While picnicking in the park with my friends, we saw many parents with young children playing on the playground as well as travelling near and far on bicycles and even one little boy had a small plastic skateboard. I couldn't help but have my interested peaked again and later went home to discover Penny Skateboards, sold on the New Zealand online store Good as Gold. I was delighted to finally see an Australian brand supported by this fantastic online store but I don't regret not buying one of these little boards for roughly $150- there are a few good looking boards on eBay at the moment and I'm keen to try one out.
For one reason or another, my best friend Christened another of my good friends with the nickname 'Penny' since her last name is Nicholls and since my best friend can be quite hard-headed sometimes she persisted with the nickname in measures that might be accurately described as 'extreme'. Including changing her name on the roll for out Literature class and all of us girls were delighted to hear our monotonous English teacher call her Penelope one lesson. So from my personal experiences, Penny does make a good friend and peer but how does she handle when being ridden on footpaths and roads?
I've had an on-off relationship with skateboards and once even attempted to skate to my father's workplace on a board of terrible showbag quality. Apparently, the smaller a board is, the harder it is to ride and many people these days favour longboards but just how much would I have to pay for something like that? The campus of my university is simply huge and I don't really want to risk being late or getting lost to any of my tutorials or lectures so maybe, by some minor miracle I can gain enough coordination to handle a board and travel around the campus that way?
The Penny Australia skateboards come in a range of colour combinations including my favourite, purple and while I do hope that I can actually master skateboarding at some stage in my life they would also make a neat decoration in someone's room being made of all plastic. They could certainly keep my all-plastic cameras such as the Holga and the Diana company too. If you're not willing to shell out $150 on a Penny skateboard, there is also another brand called Fish who deliver the same time of plastic and streamline thin board in plastic colours.
At the age of about eleven or so I really did want to learn how to skateboard and travel by wheels but from my experiences snowboarding I can only imagine a skateboard being more perilous and I also fell down quite a lot when I was snowboarding. It's been years since I've fallen over and been a scabby mess and since I'm a girl too I have to watch out for my pretty face as well as my teeth. As great as owning one of these boards would be, there are some dangers to riding them.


EXERCISE BRIEF:
Of the entries below, copy only those lines that contain the word "WAIS".

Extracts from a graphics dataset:
□ □ □ □ □ □ □

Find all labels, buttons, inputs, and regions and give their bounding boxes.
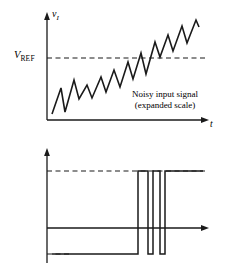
input-signal-panel: vI VREF t Noisy input signal (expanded s… xyxy=(0,0,230,138)
comparator-output-plot xyxy=(0,138,230,276)
comparator-figure: vI VREF t Noisy input signal (expanded s… xyxy=(0,0,230,276)
input-x-axis-label: t xyxy=(210,120,213,130)
input-annotation-line1: Noisy input signal xyxy=(112,89,218,100)
input-y-axis-label: vI xyxy=(52,9,59,22)
comparator-output-waveform xyxy=(52,171,203,254)
output-x-axis-arrow xyxy=(201,225,209,231)
comparator-output-panel: vO VCC −VEE t Comparator output xyxy=(0,138,230,276)
input-signal-plot xyxy=(0,0,230,138)
input-annotation-line2: (expanded scale) xyxy=(112,100,218,111)
input-y-axis-arrow xyxy=(44,12,50,20)
output-y-axis-arrow xyxy=(44,148,50,156)
vref-label: VREF xyxy=(14,50,35,63)
input-annotation: Noisy input signal (expanded scale) xyxy=(112,89,218,112)
input-x-axis-arrow xyxy=(201,117,209,123)
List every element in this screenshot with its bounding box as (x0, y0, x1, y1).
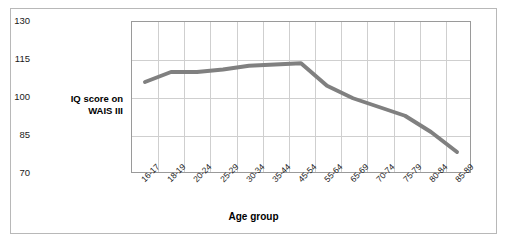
y-tick-115: 115 (0, 54, 30, 64)
y-tick-100: 100 (0, 92, 30, 102)
y-axis-title: IQ score on WAIS III (17, 93, 123, 117)
plot-area (131, 21, 471, 173)
data-series-line (132, 22, 470, 172)
y-axis-title-line-1: IQ score on (71, 93, 123, 104)
chart-figure: IQ score on WAIS III 7085100115130 16-17… (10, 8, 497, 234)
y-axis-title-line-2: WAIS III (88, 105, 123, 116)
x-axis-title: Age group (11, 211, 496, 222)
y-tick-85: 85 (0, 130, 30, 140)
y-tick-130: 130 (0, 16, 30, 26)
y-tick-70: 70 (0, 168, 30, 178)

□ □ □ □ □ □ □

ANSWER FOR THIS EXERCISE:
y-axis-title: IQ score on WAIS III (17, 93, 123, 117)
chart-figure: IQ score on WAIS III 7085100115130 16-17… (10, 8, 497, 234)
y-axis-title-line-2: WAIS III (88, 105, 123, 116)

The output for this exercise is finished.